Crossposted from https://fedia.io/m/fuck/[email protected]/t/3317969
Court records show that NVIDIA executives allegedly authorized the use of millions of pirated books from Anna’s Archive to fuel its AI training.
Crossposted from https://fedia.io/m/fuck/[email protected]/t/3317969
Court records show that NVIDIA executives allegedly authorized the use of millions of pirated books from Anna’s Archive to fuel its AI training.
The more I think about how to fix copyright, the more I wonder whether we really need copyright.
I mean, think about it, the original idea behind copyright is to protect the small guy who creates media and wants to sell it from companies that might want to sell it themselves. Well, it’s not working whatsoever. The small guy gets pennies on the dollar, while the big companies rake in the profits.
So honestly, let’s just abolish copyright altogether and work on more of a donation base (that actually gets to the artists, since they control it) which is already being used with video a lot, and to ensure that artists can afford the necessities, add universal basic inco… OK shit I’m at it again.
See, I think copyright has value, I think it has just lost sight of its original goals and intentions because corporations (which never die) have vested interest in copyright being as long as possible.
According to the research of Rufus Pollock, optimal copyright term is between 15 and 38 years. This provides a range that the majority of copyright holders will make the majority of their income from copyright on, while also promoting the originals goals of copyright which was to allow artists to support themselves while also promoting creation of new media. The majority of copyrighted works only have a real shelf-life of 15 to 38 years before people aren’t really looking to pay for them, so why should we have copyright that exists beyond that when most will have already made all the profit they will ever make from their works within that timeframe.
I personally think UBI is a pretty weak replacement for copyright. UBI shouldn’t wholesale replace markets but rather be a safety net for people who are struggling and need a basic amount of support to reasonably survive.
Are you think about this from the standpoint of a creator? Have you written anything? Have you composed or recorded a song? Have you drawn or painted a picture? Taken an artistic photo? Even written some source code?
Or are you simply looking at copyright from the perspective of a consumer, who sees it as little more than an inconvenience to your access to free media? (I understand the populism of this, because consumers always outnumber creators, and we all like having the power to pirate media in an economy where so much is becoming unaffordable to us.)
The original idea of copyright was that if you write a story (for example), you exclusively own it, and thus do not have to compete for the ability to print and sell it. This was meant to be a real solution to a real problem at the dawn of industrialization; how can the person who writes a story compete with a person who owns a printing press?
Sure, we can argue that the publisher still often wins today, because artists are so BROKE and desperate for cash that they will too often agree to a contract with bad terms. (See Spotify, for just one of many examples.) But without copyright, the writer loses and the printing company wins 100% of the time. The author would have zero ability to capitalize of their work, and the entity with the largest printing press would be unbeatable in the free market.
If AI is going to be treated like a printing press, artists should be protected from it like they were protected from the printing press. That demands stronger copyright laws, not weaker ones.
As an artist myself, I’m tired of hearing non-artists propose solutions in which artists can only “afford the necessities” while billionaire tech bros hoard 99.9% of the wealth for themselves. Whether it’s some kind of social safety net or UBI, what you’re proposing amounts to little more than an allowance or table scraps from society, for the people who do what I think is the important work of creating large parts of human culture. Promising creative people a meager future in which they scrape by on only the bare minimum needed to survive is not the glamorous sales pitch that some people seem to think it is…
Why is the prescription a society where creative people are the only ones who can’t capitalize on their creations?
If we are to abolish intellectual property, we might as well abolish all property (including land, patents and money as well) because then at least everybody is in the same boat. But if we do so, we’d better be careful to make sure that we aren’t simply giving the federal government (and the shitheads who run it) even more power and control over everything. A society like that would need a MUCH stronger Bill of Rights, and one that is actually enforced.
Or we could not do that and actually solve the problem that causes those kind of splits…
It’s “funny” how it always seems to come down to
thispeople shouldn’t need to make someone else richer just to survive…I think it’s simple, just make copyright non-transferable. Someone can sign a contract to distribute your works but can never own the rights to them. You can’t pass them to anyone when you die, they go to the public domain.
The problem with that is the rash of deaths of people with copyright over desirable content.
And this isn’t just speculative.
Fair point
Exactly. This is why you can’t tie property ownership to life and death, because then you’re simply creating a business incentive to seeing that people with valuable property die.
So to solve that, instead of tying the property to a specific person’s lifetime, you tie it to a generic estimation of human lifetime (say 80-110 years, optimistically), and that brings us right back to where we are.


EXERCISE:
List, from the lines below, each one with "Image" in it.

RECORDS FOR PROCESSING:
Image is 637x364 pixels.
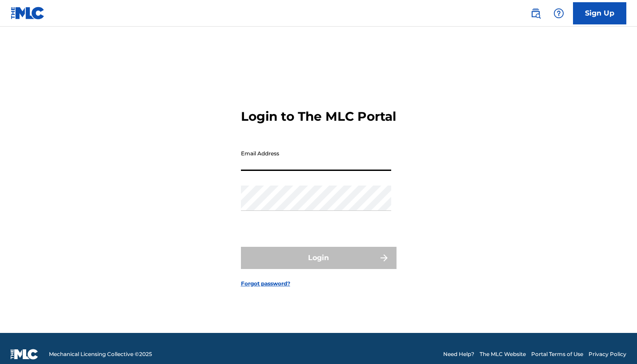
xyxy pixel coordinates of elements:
img: logo [11,349,38,360]
span: Mechanical Licensing Collective © 2025 [49,350,152,358]
img: MLC Logo [11,6,45,19]
iframe: Chat Widget [593,322,637,364]
a: Forgot password? [241,280,290,287]
h3: Login to The MLC Portal [241,109,396,124]
a: Sign Up [573,2,626,24]
a: The MLC Website [480,350,526,358]
a: Need Help? [443,350,475,358]
div: Help [550,4,568,22]
img: help [553,8,564,19]
a: Portal Terms of Use [531,350,583,358]
a: Public Search [527,4,545,22]
a: Privacy Policy [588,350,626,358]
img: search [530,8,541,19]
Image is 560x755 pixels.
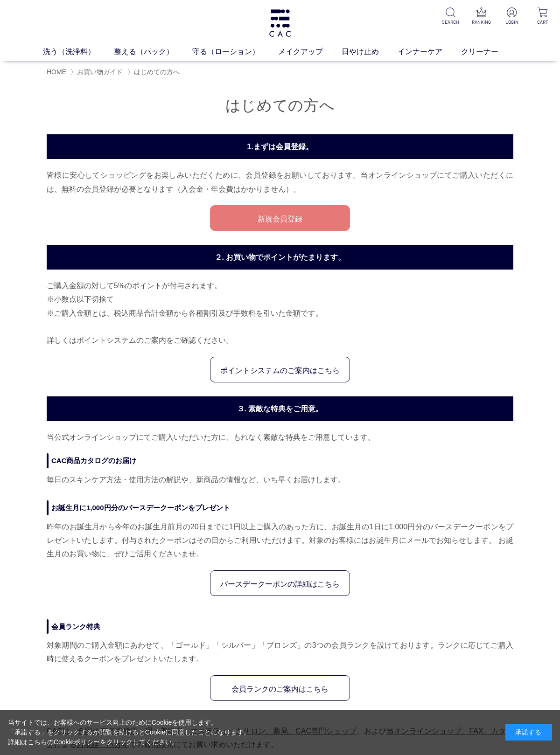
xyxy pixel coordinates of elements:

RESPONSE:
Image is 637x364 pixels.
Image is 560x755 pixels.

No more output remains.